There’s suppose to be another large earthquake that’s going to hit the region soon, like in a few days on a different fault line. And everyone is scrambling to get ready for it. Earthquake kits, emergency plans, etc … Earthquakes have always been a apart of my life since living in California. And they’ve always represented the fear of the unexpected, those sudden moments in life where you have to act and react. I guess growing up being from a Third Word country you accept the fact that major disasters can strike at anytime, anywhere and that its a part of life. I never truly believed in absolute security and so I’ve always been preparing myself for disasters mentally and physically. And in the end all I can think to do is just relax and let the small tremors in my own heart settle down first.


Jun 6 2008

Instant Communication:

I’m old school. I grew up in a time before computers and digital communication dominated the conversation landscape. A time when every teenage fought with his siblings for the right to use the phone, knives brandished and extension cord whips drawn. A time before text messages and chatting made the sound of someone’s voice a luxury.
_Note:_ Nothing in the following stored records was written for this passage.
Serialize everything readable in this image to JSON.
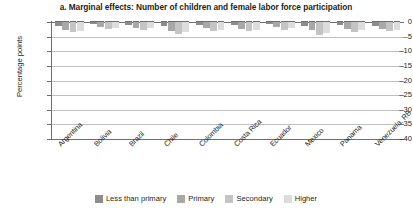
{
  "chart_data": {
    "type": "bar",
    "title": "a. Marginal effects: Number of children and female labor force participation",
    "xlabel": "",
    "ylabel": "Percentage points",
    "ylim": [
      -40,
      0
    ],
    "yticks": [
      0,
      -5,
      -10,
      -15,
      -20,
      -25,
      -30,
      -35,
      -40
    ],
    "ytick_labels": [
      "0",
      "–5",
      "–10",
      "–15",
      "–20",
      "–25",
      "–30",
      "–35",
      "–40"
    ],
    "grid": true,
    "legend_position": "bottom",
    "categories": [
      "Argentina",
      "Bolivia",
      "Brazil",
      "Chile",
      "Colombia",
      "Costa Rica",
      "Ecuador",
      "Mexico",
      "Panama",
      "Venezuela, RB"
    ],
    "series": [
      {
        "name": "Less than primary",
        "color": "#8c8c8c",
        "values": [
          -1.2,
          -0.8,
          -1.0,
          -1.5,
          -0.9,
          -1.1,
          -0.8,
          -1.4,
          -1.0,
          -1.2
        ]
      },
      {
        "name": "Primary",
        "color": "#a8a8a8",
        "values": [
          -2.6,
          -1.6,
          -2.0,
          -3.0,
          -2.2,
          -2.3,
          -1.8,
          -2.8,
          -2.4,
          -2.5
        ]
      },
      {
        "name": "Secondary",
        "color": "#c4c4c4",
        "values": [
          -3.4,
          -2.4,
          -2.6,
          -4.0,
          -3.0,
          -3.2,
          -2.6,
          -4.6,
          -3.4,
          -3.2
        ]
      },
      {
        "name": "Higher",
        "color": "#dcdcdc",
        "values": [
          -3.0,
          -2.0,
          -2.2,
          -3.4,
          -2.6,
          -2.7,
          -2.2,
          -3.6,
          -2.9,
          -2.8
        ]
      }
    ]
  }
}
I use to talk on the phone for hours. Conversations that started after dinner would go on until the sun came around and reminded me that I needed some sleep. (I think my longest conversation was something like 10 hours). Marathon sessions talking about every day events, about dreams and the future, about the hope of a love stronger than words could capture, and about the connections of two individuals disconnected by the distance of geography. Talking was my connection to the soul and I continued these conversations until the digital divide created a fissure in our lives.

Now in Japan, where phone calls are expensive and face to face conversations are precious I’ve relied on chatting and emails to keep me connected to friends at home and those separated by shinkansen tracks. Thank god for Skype or I couldn’t hear the sweet sound of my mother’s voice or the laughter of my friends, instead of the LOL or HAHA’s of instant messaging. Call me, I always want to talk.